Silence, by Diarmaid MacCulloch

Many years ago, the great historians of the French Annales school complained that scholars spend far too much time dealing with the elites and their wars and very little on the crucial matters of ordinary everyday life. Why, they asked, do we have no histories of death, of childhood, of old age? Today, of course, we have many such narratives. But Christian history still has a lot of room for such grand thematic questions, and Sir Diarmaid MacCulloch presents one in his history of silence. The book, which grows out of his 2012 Gifford Lectures, is a triumph. It challenges and will transform readers’ attitudes on a host of subjects that they may think they know well. Unusually for a work of scholarly history, it may also reshape readers’ spiritual and devotional lives.

The scale of MacCulloch’s ambition and the vastness of his topic are apparent from the titles of the book’s four main sections: “The Bible,” “The Triumph of Monastic Silence,” “Silence Through Three Reformations” and “Reaching Behind Noise in Christian History.” Unsurprisingly, he shows himself thoroughly accomplished in the scholarship of every era of Christian history, and his range of cultural references is deeply impressive.

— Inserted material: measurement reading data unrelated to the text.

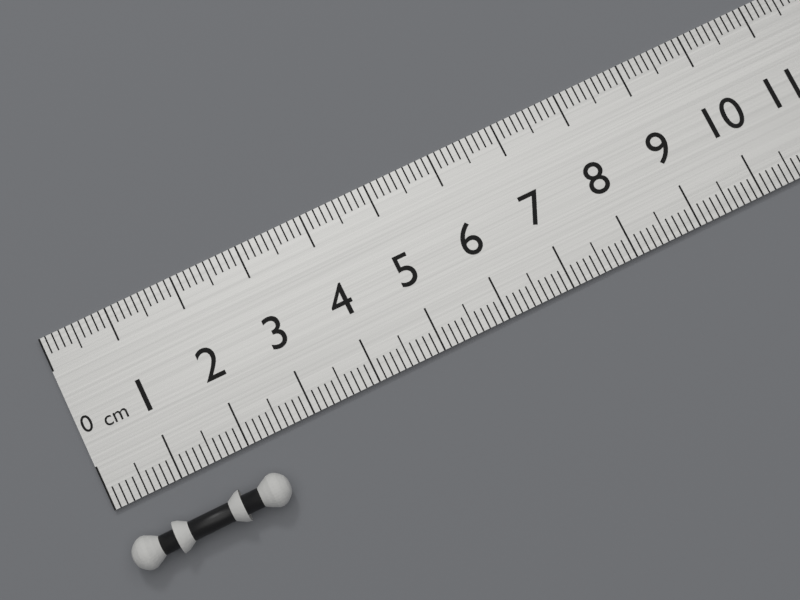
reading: 2.3 cm
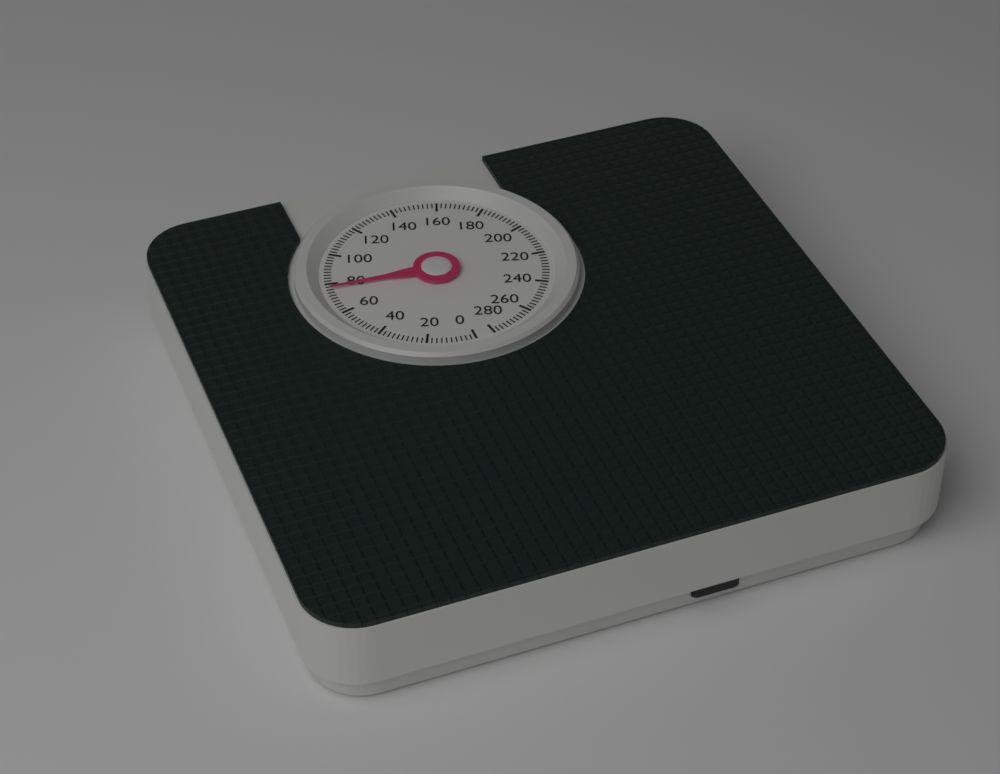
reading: 76 (no unit)
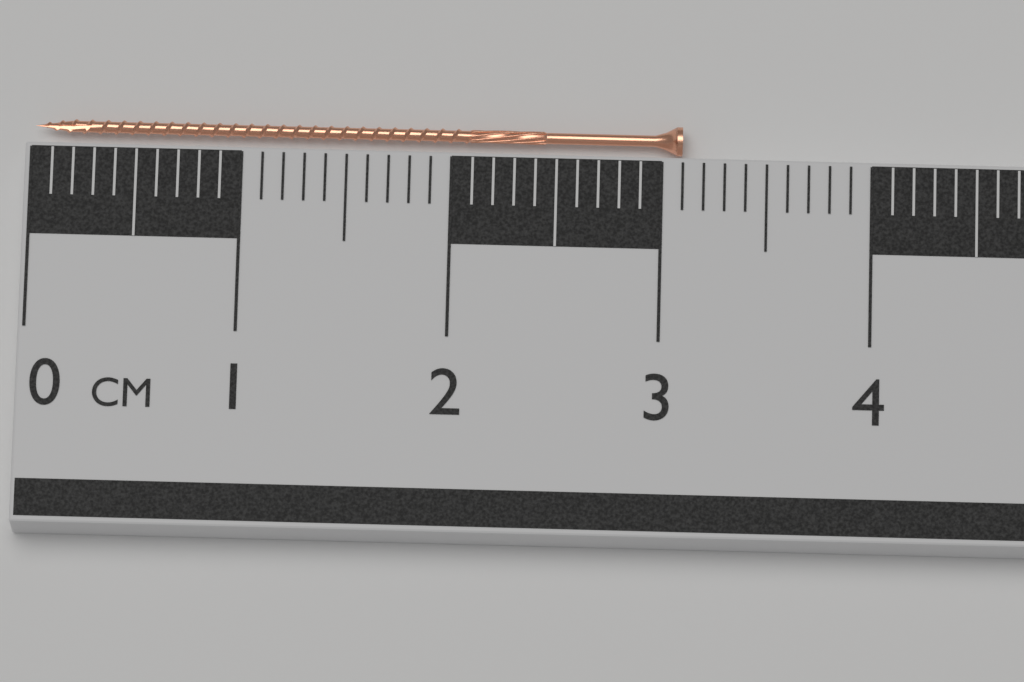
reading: 3.1 cm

MacCulloch discusses the familiar topics of meditation and contemplation, but also such controversial aspects of silence as deception, dissimulation, discretion, secrecy, denial, concealment, cover-up and oblivion. Someone who urges you to “keep quiet about this” rarely means well. In a human interaction, your silence may signify awe and rapt contemplation, or it could indicate guilt or confusion. It might reveal stupor or wonder, but it can also make you look stupid. The word dumb has a complex history.